When filing an unexcused late Answer to a Claim Petition, a claimant’s Yellow Freight motion will result in all of the well-pled factual allegations of the Claim Petition being deemed admitted by the workers’ compensation Judge. However, a recent case emerged where an employer faced the repercussions of a Yellow Freight motion, but found relief owing to the claimant’s failure to provide a well-pled injury description in his Claim Petition. In the case of Alvin Hollis v. C&R Laundry Service LLC (WCAB), No. 1233 C.D. 2021, the Commonwealth Court acknowledged that it is not uncommon for a claimant to describe an injury in broad terms. However, in the context of a Yellow Freight motion, the Claim Petition must allege all facts necessary for the claimant to meet the burden of establishing entitlement to an award, and “in the absence of a well-pled allegation regarding the injury and causation, that burden is not met.”

In Hollis, the Court affirmed the Judge’s finding that the claimant’s allegation of a “left rotator cuff pathology” was insufficient to meet the requirements of a well-pled injury, and thus the injury was not admitted by the employer’s failure to provide a timely answer and the claimant’s subsequent Yellow Freight motion. The Court noted that while the claimant adequately identified the injured body part, namely the left rotator cuff, the description of the injury was deficient. The claimant’s description of his injury as a “pathology” was not defined and there was no medical diagnosis provided in his Claim Petition. Furthermore, the Court noted that “pathology,” encompassing all aspects of disease, particularly concerning its essential nature, causes, development of abnormal conditions, and the structural and functional alterations arising from disease processes, could pertain to various conditions or distinct medical diagnoses.

This broad and unidentified nature of the condition as pled in the Claim Petition could lead to future problems in ascertaining the extent of ongoing medical treatment for which the employer might bear responsibility. Since the Claim Petition inadequately pled the injury as “left rotator cuff pathology,” the injury was not deemed admitted under the Yellow Freight motion, and the claimant was not entitled to an assumption of ongoing disability stemming from the injury. Therefore, it was the claimant’s burden to prove the existence of the alleged injury, the work-related cause, and the ongoing disability. Furthermore, the employer was entitled to provide rebuttal evidence. The Judge had reviewed the evidence presented by both parties and found the employer’s expert testimony that the claimant had sustained a “strain and sprain of his shoulder,” from which he had since recovered, was more credible than the evidence presented by the claimant. Therefore, the Court held that the Judge did not err in concluding that the claimant had fully recovered from all of his work-related injuries.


WORK REQUIRED - Check every line of the data for the word "last", and copy those that have it.

Items from a figure collection -
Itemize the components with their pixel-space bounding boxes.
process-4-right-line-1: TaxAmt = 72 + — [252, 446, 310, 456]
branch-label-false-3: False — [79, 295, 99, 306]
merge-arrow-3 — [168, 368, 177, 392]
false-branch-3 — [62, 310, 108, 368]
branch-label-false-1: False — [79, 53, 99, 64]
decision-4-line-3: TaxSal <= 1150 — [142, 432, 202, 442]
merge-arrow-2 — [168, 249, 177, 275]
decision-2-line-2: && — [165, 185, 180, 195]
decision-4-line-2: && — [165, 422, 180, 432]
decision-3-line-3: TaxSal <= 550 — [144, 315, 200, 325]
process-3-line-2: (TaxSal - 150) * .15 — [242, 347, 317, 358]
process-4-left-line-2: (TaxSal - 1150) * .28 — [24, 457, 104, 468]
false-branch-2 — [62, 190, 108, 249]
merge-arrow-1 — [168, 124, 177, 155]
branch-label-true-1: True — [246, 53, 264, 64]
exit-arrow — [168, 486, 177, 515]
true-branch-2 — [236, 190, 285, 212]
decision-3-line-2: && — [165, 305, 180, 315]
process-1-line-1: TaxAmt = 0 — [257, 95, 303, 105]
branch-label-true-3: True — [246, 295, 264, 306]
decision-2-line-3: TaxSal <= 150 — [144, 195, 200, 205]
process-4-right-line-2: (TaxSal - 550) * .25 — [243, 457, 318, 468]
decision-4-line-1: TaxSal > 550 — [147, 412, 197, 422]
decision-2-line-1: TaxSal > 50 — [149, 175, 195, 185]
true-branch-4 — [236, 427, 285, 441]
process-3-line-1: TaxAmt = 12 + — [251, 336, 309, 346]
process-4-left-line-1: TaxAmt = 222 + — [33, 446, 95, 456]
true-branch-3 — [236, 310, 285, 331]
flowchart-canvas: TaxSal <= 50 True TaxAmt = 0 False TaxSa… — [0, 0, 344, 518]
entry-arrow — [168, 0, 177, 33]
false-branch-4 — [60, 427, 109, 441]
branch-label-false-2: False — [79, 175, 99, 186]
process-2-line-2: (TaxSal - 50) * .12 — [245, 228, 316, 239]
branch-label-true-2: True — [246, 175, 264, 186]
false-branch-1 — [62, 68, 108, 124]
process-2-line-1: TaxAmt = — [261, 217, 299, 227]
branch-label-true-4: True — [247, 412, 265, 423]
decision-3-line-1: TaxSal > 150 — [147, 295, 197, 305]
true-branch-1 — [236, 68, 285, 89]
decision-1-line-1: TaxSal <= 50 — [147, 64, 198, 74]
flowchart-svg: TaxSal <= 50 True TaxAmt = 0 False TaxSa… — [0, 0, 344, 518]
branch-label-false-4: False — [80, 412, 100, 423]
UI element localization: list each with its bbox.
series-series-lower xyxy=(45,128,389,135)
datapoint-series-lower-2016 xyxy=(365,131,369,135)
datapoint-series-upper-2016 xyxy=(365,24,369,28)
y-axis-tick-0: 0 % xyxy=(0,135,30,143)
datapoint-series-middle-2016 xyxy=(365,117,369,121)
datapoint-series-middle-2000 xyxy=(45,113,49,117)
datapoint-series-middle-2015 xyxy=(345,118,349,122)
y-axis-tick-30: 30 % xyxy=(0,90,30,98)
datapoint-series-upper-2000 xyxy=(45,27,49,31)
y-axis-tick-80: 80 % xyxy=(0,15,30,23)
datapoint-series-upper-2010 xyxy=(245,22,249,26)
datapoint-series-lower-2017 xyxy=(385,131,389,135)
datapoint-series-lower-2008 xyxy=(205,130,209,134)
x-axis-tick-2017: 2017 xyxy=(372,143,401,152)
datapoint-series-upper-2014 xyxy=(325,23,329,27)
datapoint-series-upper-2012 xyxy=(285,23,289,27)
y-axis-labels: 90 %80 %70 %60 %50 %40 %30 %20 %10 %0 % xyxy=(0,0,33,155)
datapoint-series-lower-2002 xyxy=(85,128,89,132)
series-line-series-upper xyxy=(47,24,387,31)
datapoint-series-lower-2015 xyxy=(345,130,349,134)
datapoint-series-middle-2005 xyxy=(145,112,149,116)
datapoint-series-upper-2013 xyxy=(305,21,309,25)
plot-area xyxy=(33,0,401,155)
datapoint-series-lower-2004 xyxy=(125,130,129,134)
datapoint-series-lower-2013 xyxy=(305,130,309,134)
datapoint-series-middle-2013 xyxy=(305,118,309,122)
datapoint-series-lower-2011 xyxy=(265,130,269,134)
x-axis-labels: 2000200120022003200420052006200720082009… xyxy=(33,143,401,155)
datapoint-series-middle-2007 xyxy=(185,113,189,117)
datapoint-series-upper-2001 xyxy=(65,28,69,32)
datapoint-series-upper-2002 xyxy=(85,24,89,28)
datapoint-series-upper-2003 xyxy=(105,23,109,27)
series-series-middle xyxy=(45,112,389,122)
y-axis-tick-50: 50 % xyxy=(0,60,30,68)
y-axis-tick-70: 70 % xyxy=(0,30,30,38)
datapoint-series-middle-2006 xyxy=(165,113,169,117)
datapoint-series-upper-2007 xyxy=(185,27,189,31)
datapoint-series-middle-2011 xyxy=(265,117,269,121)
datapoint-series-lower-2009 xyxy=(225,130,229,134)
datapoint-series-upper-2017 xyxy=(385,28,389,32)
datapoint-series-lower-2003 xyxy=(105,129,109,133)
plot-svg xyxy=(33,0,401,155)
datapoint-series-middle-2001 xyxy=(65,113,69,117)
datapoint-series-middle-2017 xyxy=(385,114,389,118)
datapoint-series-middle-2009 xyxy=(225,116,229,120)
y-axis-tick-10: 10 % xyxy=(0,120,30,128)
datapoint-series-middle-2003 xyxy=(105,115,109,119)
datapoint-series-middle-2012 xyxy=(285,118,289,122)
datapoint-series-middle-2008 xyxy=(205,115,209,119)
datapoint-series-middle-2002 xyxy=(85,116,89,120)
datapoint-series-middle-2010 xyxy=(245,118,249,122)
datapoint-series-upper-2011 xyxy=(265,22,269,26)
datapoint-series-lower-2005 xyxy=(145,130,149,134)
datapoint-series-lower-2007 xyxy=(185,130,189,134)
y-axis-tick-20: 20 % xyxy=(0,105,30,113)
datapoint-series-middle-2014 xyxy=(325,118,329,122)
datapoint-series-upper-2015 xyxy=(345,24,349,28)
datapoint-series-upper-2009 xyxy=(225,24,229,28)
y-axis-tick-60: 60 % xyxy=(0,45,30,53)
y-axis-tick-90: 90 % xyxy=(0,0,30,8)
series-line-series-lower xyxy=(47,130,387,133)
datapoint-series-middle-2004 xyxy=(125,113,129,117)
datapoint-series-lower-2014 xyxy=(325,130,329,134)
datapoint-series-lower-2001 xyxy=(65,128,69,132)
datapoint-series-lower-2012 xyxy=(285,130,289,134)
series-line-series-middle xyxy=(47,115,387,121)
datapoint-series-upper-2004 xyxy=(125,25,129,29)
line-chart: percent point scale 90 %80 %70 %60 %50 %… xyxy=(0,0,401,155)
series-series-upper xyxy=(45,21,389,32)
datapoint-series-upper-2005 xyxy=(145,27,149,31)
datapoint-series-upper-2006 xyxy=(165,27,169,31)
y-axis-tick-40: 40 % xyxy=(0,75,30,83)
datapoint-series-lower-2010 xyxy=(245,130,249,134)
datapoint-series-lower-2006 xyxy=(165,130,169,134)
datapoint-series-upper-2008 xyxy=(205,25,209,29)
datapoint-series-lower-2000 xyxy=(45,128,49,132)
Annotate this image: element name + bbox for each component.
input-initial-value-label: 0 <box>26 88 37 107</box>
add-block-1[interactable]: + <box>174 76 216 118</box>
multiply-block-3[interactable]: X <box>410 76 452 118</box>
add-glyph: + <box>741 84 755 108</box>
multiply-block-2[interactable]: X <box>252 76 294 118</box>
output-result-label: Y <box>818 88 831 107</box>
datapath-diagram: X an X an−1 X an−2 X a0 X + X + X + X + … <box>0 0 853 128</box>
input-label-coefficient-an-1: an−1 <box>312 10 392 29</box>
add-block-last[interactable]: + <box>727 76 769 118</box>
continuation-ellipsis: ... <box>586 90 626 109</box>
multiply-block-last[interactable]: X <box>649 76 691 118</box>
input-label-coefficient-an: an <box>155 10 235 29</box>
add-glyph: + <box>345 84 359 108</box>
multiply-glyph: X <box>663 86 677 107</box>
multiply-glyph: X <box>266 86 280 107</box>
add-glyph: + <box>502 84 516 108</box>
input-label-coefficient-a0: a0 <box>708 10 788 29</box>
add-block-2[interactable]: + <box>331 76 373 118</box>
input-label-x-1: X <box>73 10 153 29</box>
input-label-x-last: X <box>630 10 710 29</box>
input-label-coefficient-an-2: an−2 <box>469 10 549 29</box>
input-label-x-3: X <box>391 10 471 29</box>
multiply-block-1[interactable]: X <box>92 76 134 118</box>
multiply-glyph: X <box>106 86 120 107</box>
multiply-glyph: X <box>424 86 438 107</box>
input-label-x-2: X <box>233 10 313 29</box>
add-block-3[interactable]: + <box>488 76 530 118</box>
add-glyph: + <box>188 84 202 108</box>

SOLUTION TO THE PROBLEM -
add-block-last[interactable]: + <box>727 76 769 118</box>
multiply-block-last[interactable]: X <box>649 76 691 118</box>
input-label-x-last: X <box>630 10 710 29</box>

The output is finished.